Detection Methods for CVE-2026-32727
Indicators of Compromise
- Token scope claims containing .. or URL-encoded equivalents (%2e%2e) in path specifications
- Access log entries showing requests to directories outside normally authorized scopes
- Unexpected file access patterns from token-authenticated users
- Authentication logs showing tokens with abnormally long or complex scope claims
Detection Strategies
- Implement logging and alerting for scope claims containing path traversal patterns (.., ./, or encoded variants)

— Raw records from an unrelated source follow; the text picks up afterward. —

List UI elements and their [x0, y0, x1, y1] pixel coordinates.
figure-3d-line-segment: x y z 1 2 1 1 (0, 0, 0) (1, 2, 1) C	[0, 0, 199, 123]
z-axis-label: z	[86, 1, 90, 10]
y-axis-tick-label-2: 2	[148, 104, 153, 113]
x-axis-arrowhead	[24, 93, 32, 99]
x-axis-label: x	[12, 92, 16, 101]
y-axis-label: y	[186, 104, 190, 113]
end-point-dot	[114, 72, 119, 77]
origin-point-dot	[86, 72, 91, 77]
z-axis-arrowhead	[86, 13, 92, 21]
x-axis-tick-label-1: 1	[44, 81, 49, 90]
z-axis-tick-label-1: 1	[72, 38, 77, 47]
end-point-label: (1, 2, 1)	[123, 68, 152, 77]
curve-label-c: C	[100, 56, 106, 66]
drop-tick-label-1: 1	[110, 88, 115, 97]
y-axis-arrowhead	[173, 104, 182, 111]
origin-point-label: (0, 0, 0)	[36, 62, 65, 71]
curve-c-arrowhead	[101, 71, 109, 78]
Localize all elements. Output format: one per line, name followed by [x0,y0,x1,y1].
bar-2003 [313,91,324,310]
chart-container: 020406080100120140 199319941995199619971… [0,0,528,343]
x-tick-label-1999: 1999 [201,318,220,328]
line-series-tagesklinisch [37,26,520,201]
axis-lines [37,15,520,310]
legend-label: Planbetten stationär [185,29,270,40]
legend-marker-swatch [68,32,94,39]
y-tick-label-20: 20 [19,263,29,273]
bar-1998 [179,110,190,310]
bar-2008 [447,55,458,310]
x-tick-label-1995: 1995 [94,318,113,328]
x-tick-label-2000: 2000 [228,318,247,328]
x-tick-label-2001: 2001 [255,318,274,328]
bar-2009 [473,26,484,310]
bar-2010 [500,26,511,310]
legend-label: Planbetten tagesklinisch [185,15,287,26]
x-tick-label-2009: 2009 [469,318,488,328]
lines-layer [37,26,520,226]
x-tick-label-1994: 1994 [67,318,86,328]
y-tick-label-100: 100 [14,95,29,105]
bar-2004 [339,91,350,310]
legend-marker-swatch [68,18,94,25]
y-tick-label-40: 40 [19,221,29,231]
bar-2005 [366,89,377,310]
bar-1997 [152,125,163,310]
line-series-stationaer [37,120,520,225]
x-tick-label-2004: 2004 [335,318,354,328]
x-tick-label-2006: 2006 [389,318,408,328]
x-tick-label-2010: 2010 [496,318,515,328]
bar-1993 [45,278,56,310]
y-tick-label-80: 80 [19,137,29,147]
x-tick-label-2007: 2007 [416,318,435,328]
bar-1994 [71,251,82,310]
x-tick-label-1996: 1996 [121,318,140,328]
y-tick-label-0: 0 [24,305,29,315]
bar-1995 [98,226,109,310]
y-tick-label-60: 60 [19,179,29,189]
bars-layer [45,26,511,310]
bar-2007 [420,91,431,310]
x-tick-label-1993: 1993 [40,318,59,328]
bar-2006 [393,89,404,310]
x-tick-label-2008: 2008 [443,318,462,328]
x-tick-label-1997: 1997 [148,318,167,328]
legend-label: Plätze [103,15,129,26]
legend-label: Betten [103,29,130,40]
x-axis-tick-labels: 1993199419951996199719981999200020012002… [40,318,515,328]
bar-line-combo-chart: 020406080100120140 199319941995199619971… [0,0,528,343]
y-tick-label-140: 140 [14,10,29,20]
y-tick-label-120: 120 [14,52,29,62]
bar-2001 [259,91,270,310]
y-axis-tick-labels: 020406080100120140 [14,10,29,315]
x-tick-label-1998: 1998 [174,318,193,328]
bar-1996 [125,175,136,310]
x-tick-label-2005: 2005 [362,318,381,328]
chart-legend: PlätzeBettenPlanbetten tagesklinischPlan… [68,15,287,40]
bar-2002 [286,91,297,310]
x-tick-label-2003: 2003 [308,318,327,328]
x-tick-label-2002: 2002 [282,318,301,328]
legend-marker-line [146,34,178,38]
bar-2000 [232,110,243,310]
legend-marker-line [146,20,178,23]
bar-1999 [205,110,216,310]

- Monitor file access logs for access to sensitive directories by token-authenticated sessions
- Deploy application-layer inspection to detect malformed or suspicious token scope values
- Correlate access patterns to identify users accessing files inconsistent with their expected permissions
Monitoring Recommendations
- Enable verbose logging in applications using SciTokens Enforcer to capture full scope claim details
- Implement file integrity monitoring on sensitive directories that could be targeted via path traversal
- Set up alerts for authentication events involving tokens with scope claims matching known traversal patterns
- Review access logs regularly for anomalous directory access by authenticated users
How to Mitigate CVE-2026-32727
Immediate Actions Required
- Upgrade SciTokens library to version 1.9.7 or later immediately
- Audit existing tokens for malicious scope claims containing path traversal sequences
- Review application access logs for signs of exploitation
- Implement additional input validation on scope claims as a defense-in-depth measure
Patch Information
The vulnerability has been patched in SciTokens version 1.9.7. The fix addresses the unsafe path normalization and comparison logic in the Enforcer component. Organizations should update to this version or later to remediate the vulnerability.
Workarounds
- Implement application-level path validation that explicitly rejects scope claims containing .. sequences before passing to the Enforcer
- Deploy a web application firewall (WAF) rule to detect and block tokens with path traversal patterns in scope claims
- Restrict token issuance to only allow specific, pre-approved scope values without dynamic path components
- Apply network segmentation to limit the impact of unauthorized file access if exploitation occurs
# Configuration example
# Verify current SciTokens version and upgrade
pip show scitokens
pip install --upgrade scitokens>=1.9.7
# Verify the upgrade was successful
pip show scitokens | grep Version
# Expected output: Version: 1.9.7 or higher
Disclaimer: This content was generated using AI. While we strive for accuracy, please verify critical information with official sources.